Health workers in Sierra Leone, who talked to NPR in the spring, blamed a lack of proper protective equipment for infections at the government-run hospital in Kenema, where Khan worked.

"The work [treating patients] is just that dangerous," Sabeti says. "Another British nurse at the hospital has just come down with Ebola. You're seeing so many infections going on. It's an extraordinary thing that's going on right now [in Sierra Leone]."




“The findings, published Thursday in the journal Science, offer new insights into how the outbreak started in West Africa and how fast the virus is mutating.... For starters, the data show that the virus is rapidly accumulating new mutations as it spreads through people. 'We've found over 250 mutations that are changing in real time as we're watching,'... the rapid change in the virus' genome could weaken the tools researchers have to detect Ebola or, potentially, to treat patients.... A number of scientists working on the project contracted Ebola while treating patients.... Health workers in Sierra Leone, who talked to NPR in the spring, blamed a lack of proper protective equipment for infections at the government-run hospital in Kenema, where Khan worked.”

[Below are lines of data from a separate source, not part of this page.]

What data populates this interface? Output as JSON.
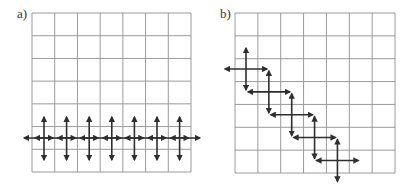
{
  "panels": [
    {
      "label": "a)",
      "cols": 7,
      "rows": 7,
      "arrangement": "row",
      "crosses": 7,
      "description": "Seven double-headed crosses aligned along a single horizontal row, joined by a continuous horizontal axis"
    },
    {
      "label": "b)",
      "cols": 7,
      "rows": 7,
      "arrangement": "diagonal",
      "crosses": 5,
      "description": "Five double-headed crosses stepping diagonally down-right"
    }
  ],
  "colors": {
    "grid": "#9a9a9a",
    "arrow": "#2e2e2e",
    "text": "#333333"
  }
}
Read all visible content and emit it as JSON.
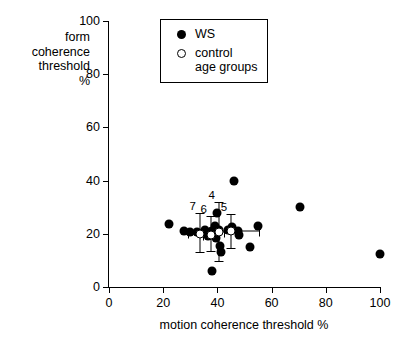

Though virologist Stephen Morse of Columbia University has said that it's hard to predict what forms the virus may be developing toward, the scariest of all changes would be for it to become airborne as the monkey virus at Reston did. This article didn't specify what some of the 250 known changes in the virus are, which would have made it more informative. We can only hope that our vaccines, when we do manage to manufacture them, will continue to cause antibodies that are well enough matched to the bug to kill it.